Romulan
“You call those ears?!”
The Romulan Empire is introduced as an enemy of the monolingual United Federation of Planets in the first series of Star Trek. They run a militaristic society that combines elements of the Roman Empire, Prussia and Samurai Japan. The Romulans also have pointy ears like Vulcans, though this is only revealed to humans when communication channels get hacked.
The difference between the Romulans and the other great rival to Earth & Co., the Klingon Empire, is that the latter dress like Fu Manchu and are prone to grotesque overacting.[1] In contrast, the Romulans are more like Vulcans, tending to be logically cool and creative. However, when things go against them, the Romulans lash out and happily commit suicide rather than surrender.
Origins[edit]
Humanoids with pointy ears have been a regular sign of creatures that could pass for normal if they wore a long enough balaclava. Pointy ears are also supposed to be a sign of a higher intelligence. Romulans belong to this club, along with Elves, Fairies, Orcs and Vulcans.
Split with Vulcans[edit]
The planet Vulcan was once the home of the Romulans. However, one branch rejected the teachings of Surak, who wanted Vulcans to be self-righteous, pacifist brain boxes, hewing to the Stoic belief that you hide your emotions and blank out any 'irrational behavior', the way the British Empire was once run. Declaring this heretical hippy shit, these proto-Romulans moved away and founded their own galatic empire on the planets Romulus and Remus. The Remans ended up with the short straw and became the slaves/helots of the Romulan/Spartans.
War with humans[edit]
The Romulan imperial expansion ran into the United Federation of Planets in a time period set before the original Star Trek television series. This had been a bloody war so reliant on remote control that neither side actually saw what the others looked like. As the Vulcans were also unware that the Romulans looked like them, they neither realised they were related. This led to many humans believing the Vulcans were an 'enemy within' and could join the Romulans and destroy Earth.
Cloaking device[edit]
Romulan technology has produced a 'cloaking device' that makes their spaceships disappear. An invisible sheet is dropped on their ship and then it vanishes. It remains an advantage until Captain Kirk steals one whilst Spock keeps his Romulan officer engaged in other pursuits (heavy petting that never involves more than twiddling one another's thumbs). The Klingons also get their hands on the cloaking device, in a later deal whose terms are not clear.

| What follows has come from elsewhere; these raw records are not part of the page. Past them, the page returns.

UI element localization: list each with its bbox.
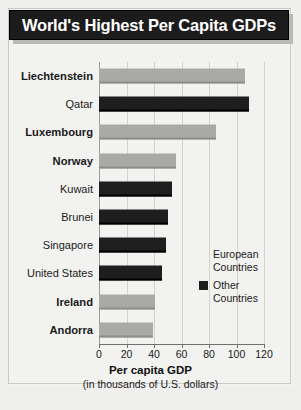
- chart-figure: World's Highest Per Capita GDPs Liechten…: [0, 0, 301, 410]
- bar-fill: [99, 294, 155, 309]
- title-banner: World's Highest Per Capita GDPs: [9, 10, 289, 40]
- bar: [99, 294, 155, 309]
- bar-category-label: Brunei: [61, 211, 93, 223]
- bar-category-label: Kuwait: [60, 183, 93, 195]
- bar-row: Liechtenstein: [0, 62, 301, 90]
- bar-category-label: Liechtenstein: [21, 70, 93, 82]
- bar: [99, 266, 162, 281]
- bar-row: Luxembourg: [0, 118, 301, 146]
- bar-row: Kuwait: [0, 175, 301, 203]
- x-axis-tick-label: 100: [228, 348, 246, 360]
- x-axis-tick-label: 80: [203, 348, 215, 360]
- x-axis-tick-label: 120: [255, 348, 273, 360]
- bar-fill: [99, 153, 176, 168]
- legend-item: Other Countries: [199, 279, 259, 304]
- legend-swatch-other: [199, 281, 208, 290]
- x-axis-title: Per capita GDP: [0, 364, 301, 376]
- legend-item: European Countries: [199, 248, 259, 273]
- bar-fill: [99, 266, 162, 281]
- bar: [99, 210, 168, 225]
- bar-row: Brunei: [0, 203, 301, 231]
- bar: [99, 181, 172, 196]
- bar-fill: [99, 238, 166, 253]
- x-axis-subtitle: (in thousands of U.S. dollars): [0, 378, 301, 390]
- legend-label: Other Countries: [213, 279, 258, 304]
- bar: [99, 153, 176, 168]
- bar-category-label: Ireland: [56, 296, 93, 308]
- bar-category-label: Singapore: [43, 239, 93, 251]
- x-axis-tick-label: 60: [176, 348, 188, 360]
- bar-category-label: Qatar: [65, 98, 93, 110]
- bar-row: Qatar: [0, 90, 301, 118]
- bar: [99, 238, 166, 253]
- bar-category-label: United States: [27, 267, 93, 279]
- bar: [99, 97, 249, 112]
- legend-label: European Countries: [213, 248, 259, 273]
- bar-fill: [99, 322, 153, 337]
- x-axis-tick-label: 40: [148, 348, 160, 360]
- x-axis-tick-label: 20: [121, 348, 133, 360]
- bar-fill: [99, 210, 168, 225]
- legend-swatch-european: [199, 250, 208, 259]
- bar-category-label: Andorra: [49, 324, 93, 336]
- bar-category-label: Luxembourg: [25, 126, 93, 138]
- bar: [99, 69, 245, 84]
- bar-fill: [99, 69, 245, 84]
- bar-row: Norway: [0, 147, 301, 175]
- bar: [99, 125, 216, 140]
- bar-fill: [99, 125, 216, 140]
- x-axis-tick-label: 0: [96, 348, 102, 360]
- chart-title: World's Highest Per Capita GDPs: [22, 16, 276, 35]
- bar-category-label: Norway: [53, 155, 93, 167]
- chart-legend: European CountriesOther Countries: [199, 248, 259, 310]
- bar-fill: [99, 97, 249, 112]
- bar: [99, 322, 153, 337]
- bar-fill: [99, 181, 172, 196]
- bar-row: Andorra: [0, 316, 301, 344]
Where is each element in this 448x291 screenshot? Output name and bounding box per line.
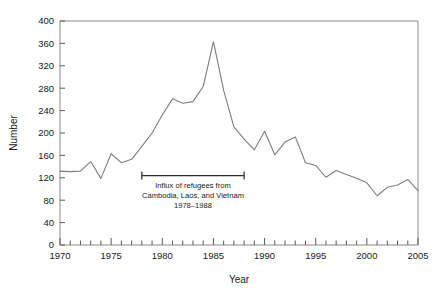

A rhetorical device invented to put the 'fair' back in warfare is that Romulans have to disable the cloaking before they can fire weapons. A subsequent rhetorical device to give rise to another sequel is that the Klingons don't have to.
Real-life analog[edit]
For those who study the original Star Trek universe, the Romulans are effectively the Chinese. The mystery of how China operated politically and militarily is reflected in Romulan society, though the show did not predict China's explosion in exporting technology and toys. The Romulans, after all, never manufactured teddy bears at all.
Ultimate fate[edit]
Since the original TV series and subsequent film timelines, the Romulan planet is destined to be destroyed when their local star goes champagne supernova[2] on them. How many Romulans survived this by becoming 'undocumented aliens' on other planets isn't clear.